New Western Hell or High Water in Theatres

Hell or High Water: The

Return of the Western

By Sandra Olmsted

Hell or High Water is a tongue-in-cheek, thrillingly fun, darkly comic, and heart-felt gallop through the Western genre. Set in the familiar territory of sun-baked Texas, director David Mackenzie’s Neo-Western has the look and feel of a John Ford Western, pays homage to Butch Cassidy and the Sundance Kid (1969), and owes a bit to Bonnie and Clyde (1967).

The heroes, or rather antiheroes, of the film are brothers Toby (Chris Pine) and Tanner (Ben Foster), who are on a quest to save the family ranch from foreclosure by an unscrupulous bank. All the characters blamed banks and aren’t really sorry to see them robbed, which is a theme in Ford’s Stagecoach (1939). Toby is the good one, who stayed close while mom died, shortly after she signed the ranch over to the bank on a reverse mortgage.

Tanner is the bad one, who mom didn’t even call when she was dying or leave any share of the ranch. Toby and Tanner embark on a spree of bank robberies, where they only take the small bills from the cash drawers because all they need is enough to pay the bank back the relatively small amount mom got before dying.

Although the brothers are armed, they avoid times of the day when the banks are crowded because don’t want to hurt anyone beyond a few punches when the bank employees don’t cooperate, at least Toby doesn’t. Tanner has a sociopathic streak. They use stolen cars, which they bury on the ranch after one or two heists. At least that is their plan, until things start to go wrong, and until two Texas Rangers set out to end the brothers’ winning streak. The about-to-retire head Ranger, Marcus Hamilton (Jeff Bridges), constantly, gleefully needles his successor, Alberto Parker (Gil Birmingham) in completely inappropriate ways, which casts Hamilton in a negative light. The realism of Hamilton’s verbal abuse and Alberto’s long-suffering reactions, however, reveal Hamilton’s fear of retirement and Alberto’s impatience for the final weeks of Hamilton’s tenure as his boss to end.

Toby and Tanner’s histories, motivations, and desires also roll out naturally in screenwriter Taylor Sheridan’s unexpected plot twists and cleverly tight, crisp dialogue, which is easily the best of the year. David Mackenzie’s direction electrifies every moment with emotion and taut urgency, and Sheridan’s script makes the brothers and the Rangers achingly human, imbruing the characters with life. Foster’s maniacal joy, Pine’s determined resolve, Bridges’ underlying fear, and Birmingham’s stoic anger evoke the seemingly one-dimensional cowboys in John Ford’s Western, which were always revealed to have many more depths to plumb, and these actors reveal those depths with just the right nuance, timing, and chemistry.

The film even looks like The Searchers (1956), but under big skies and on rocky crags of West Texas, it is muscle cars and SUVs that the cowboys ride to escape or to rescue.

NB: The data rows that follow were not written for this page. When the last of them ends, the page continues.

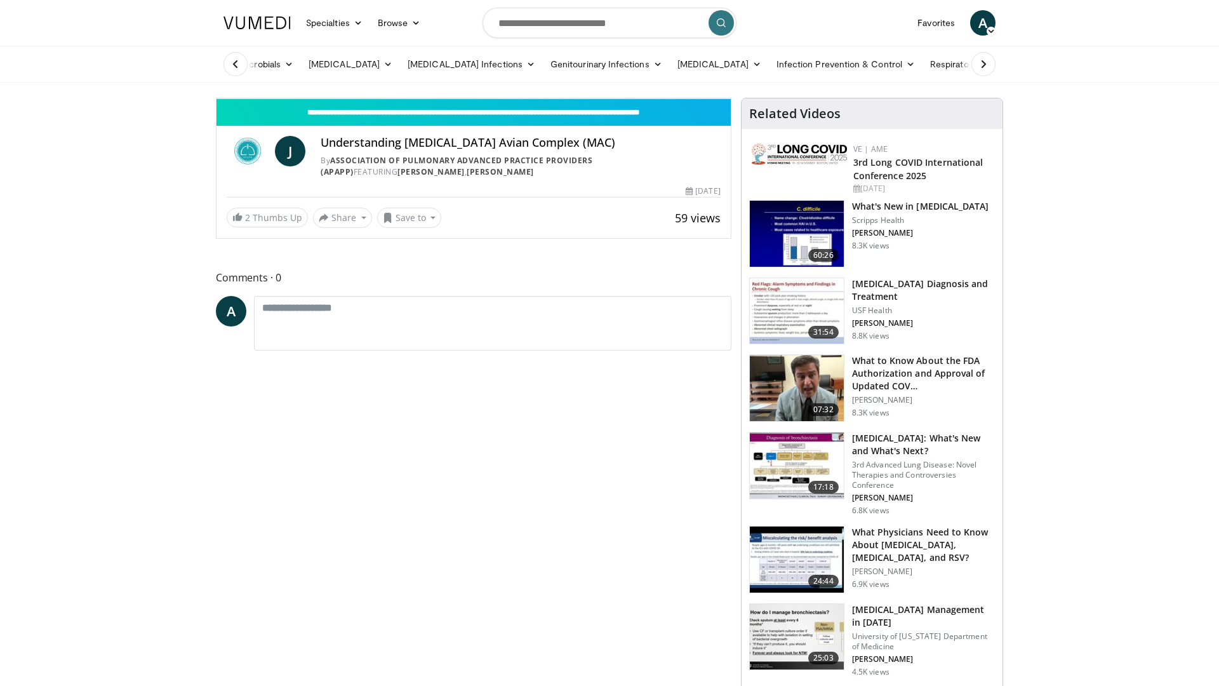  I want to click on p: Scripps Health, so click(920, 220).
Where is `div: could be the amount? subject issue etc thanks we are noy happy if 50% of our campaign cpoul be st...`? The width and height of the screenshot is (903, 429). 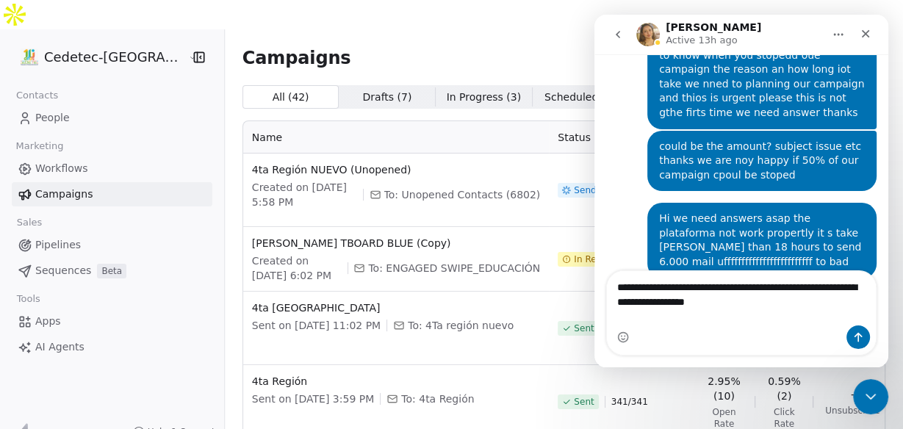 div: could be the amount? subject issue etc thanks we are noy happy if 50% of our campaign cpoul be st... is located at coordinates (168, 146).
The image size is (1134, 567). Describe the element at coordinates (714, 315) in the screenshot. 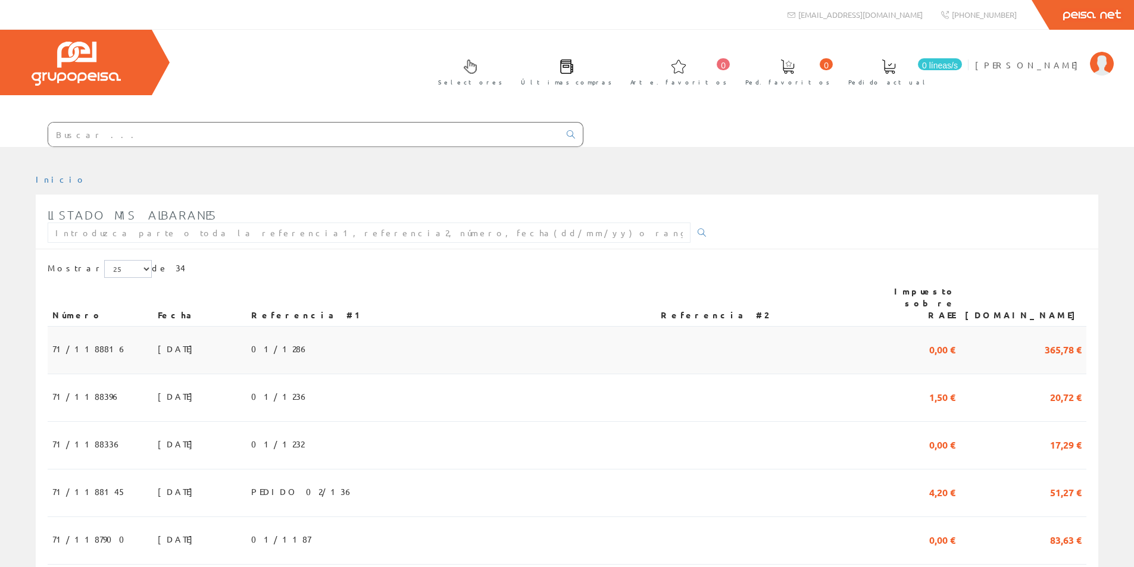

Rated R for some strong violence, language throughout, and brief sexuality and running a lean 102 minutes, this Neo-Western updates the tropes and conventions of the classic Western, making the genre relevant to today’s issues and audiences. Hell or High Water, a CBS Films release, is in theaters now, and if you are planning to see only one film this week or even this month, I reckon, it should be Hell or High Water.

hell-or-high-water pg 11   HELL OR HIGH WATER: Brothers Toby (Chris Pine) and Tanner (Ben Foster), are on a quest to save the family ranch from foreclosure by an unscrupulous bank in this dark comedy.